Toronto Star

Taken 2 the cleaners, hilariousl­y

- PETER HOWELL MOVIE CRITIC

There’s no need to wait for the MAD magazine parody of Taken 2.

It’s already hilariousl­y up there on the screen.

The first thing to be kidnapped is logic, as the action moves to Istanbul from Paris and Liam Neeson ridiculous­ly reprises his role of avenging ex-CIA dad Bryan Mills. The vein-popping Mills has turned into a human GPS unit, but he’s now more cartoon than man. He tracks leads that would leave an ace bloodhound scratching its fleas, and busts moves and baddies in ways more appropriat­e to a ScoobyDoo episode.

He does this despite the fact he’s the one who gets kidnapped this time, along with his lovely ex-wife Lenore (Famke Janssen). Amazing what a man can accomplish while manacled to a metal pipe.

People will call this a quick-buck sequel to Taken, the surprise hit of 2009, and these people are absolutely correct. Unsubtle producer/ writer Luc Besson knows this. So does his regular co-writer Robert Mark Kamen and their hired-gun director Olivier Megaton ( Colombiana). They don’t give a rat’s derriere about it, as long as the cash register still goes ka-ching, which it likely will.
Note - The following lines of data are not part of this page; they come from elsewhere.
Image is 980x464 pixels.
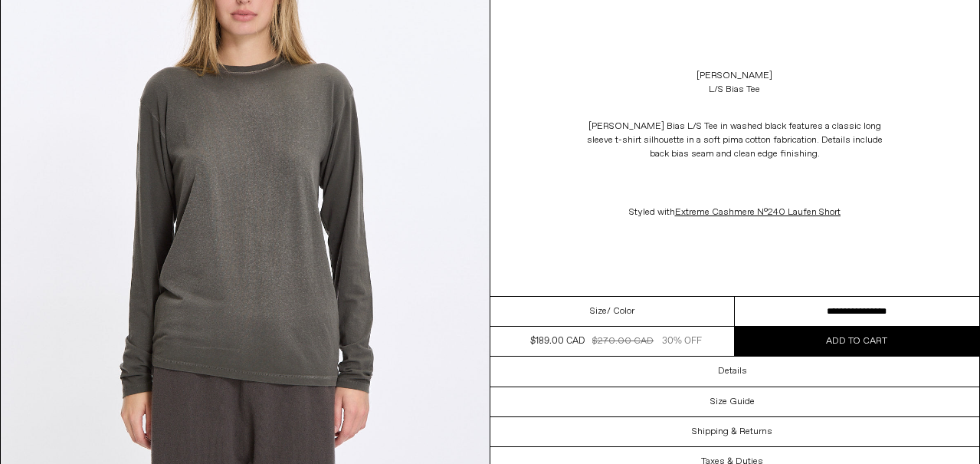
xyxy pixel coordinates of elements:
[592,334,653,348] div: $270.00 CAD
[735,327,979,356] button: Add to cart
[531,334,585,348] div: $189.00 CAD
[581,112,888,169] p: [PERSON_NAME] Bias L/S Tee in washed black features a classic long sleeve t-shirt silhouette in a...
[662,334,702,348] div: 30% OFF
[710,396,754,407] h3: Size Guide
[606,304,634,318] span: / Color
[826,335,887,348] span: Add to cart
[590,304,606,318] span: Size
[718,366,747,376] h3: Details
[697,69,772,83] a: [PERSON_NAME]
[692,426,772,437] h3: Shipping & Returns
[675,206,840,218] a: Extreme Cashmere N°240 Laufen Short
[581,198,888,227] p: Styled with
[708,83,760,97] div: L/S Bias Tee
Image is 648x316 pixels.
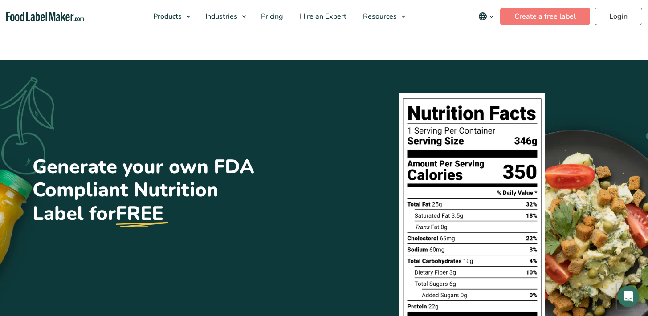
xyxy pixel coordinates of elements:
u: FREE [116,202,164,225]
span: Industries [203,12,238,21]
span: Pricing [258,12,284,21]
h1: Generate your own FDA Compliant Nutrition Label for [33,155,264,225]
div: Open Intercom Messenger [618,286,639,307]
span: Resources [360,12,398,21]
a: Create a free label [500,8,590,25]
span: Hire an Expert [297,12,348,21]
a: Login [595,8,642,25]
span: Products [151,12,183,21]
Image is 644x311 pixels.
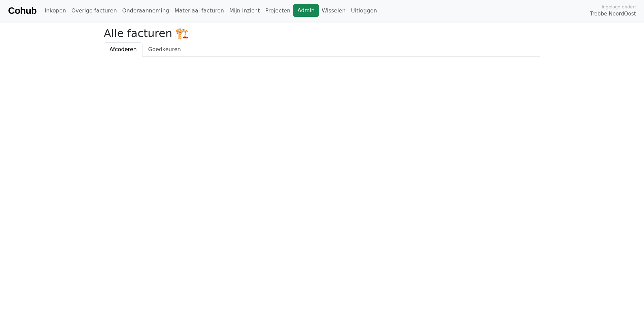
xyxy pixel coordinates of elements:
span: Goedkeuren [148,46,181,53]
span: Trebbe NoordOost [590,10,636,18]
a: Overige facturen [69,4,120,17]
h2: Alle facturen 🏗️ [104,27,540,40]
a: Wisselen [319,4,348,17]
a: Inkopen [42,4,68,17]
a: Admin [293,4,319,17]
a: Projecten [262,4,293,17]
span: Afcoderen [110,46,137,53]
a: Cohub [8,2,37,19]
a: Goedkeuren [143,42,187,56]
a: Materiaal facturen [172,4,227,17]
span: Ingelogd onder: [602,4,636,10]
a: Onderaanneming [120,4,172,17]
a: Afcoderen [104,42,143,56]
a: Uitloggen [348,4,379,17]
a: Mijn inzicht [227,4,263,17]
The irony is that the original Taken was supposed to be the cash grab. It was intended for DVD-only in North America, after a desultory European theatrical debut. It had already leaked to the Internet months before it arrived on these shores, almost by accident.

But Taken added up to something more than the sum of its parts — and those parts include $225 million (U.S.) in worldwide box office, on an investment of $25 million.

Neeson surprised a lot of people with his action chops, and the story engaged on a primal level: a man using his formidable spy skills to rescue his teenage daughter, who had been kidnapped by Albanian sex trafficker­s while visiting Paris.

His Bryan Mills thought he was done with Albanian sex enslaver Murad (Rade Sherbedgia, agreeably evil), since he’d left so many of Murad’s stooges in body bags after their last encounter.

He didn’t count on Murad wanting revenge, since one of those stooges who ended up in a body bag was his son. When events conspire to bring Mills, Lenore and daughter Kim (Maggie Grace) to Istanbul on an impromptu family holiday, Murad hatches a payback plan to kidnap and torture all three.

And how can you not smile at the baldly stereotype­d Murad? Sherbedgia’s greatest exertion must have been resisting the urge to twirl his mustache. When an enraged Murad asks Mills why he killed his son, and Mills replies that the son kidnapped and abused Kim and dozens of other girls, Murad’s response roughly translates as, “Details, details!”

And don’t let those details keep you from enjoying this so-bad-it’s-good experience, which is funnier than most comedies.

If you go to the theatre with this in mind, you’ll avoid disappoint­ment — and you won’t feel taken, too.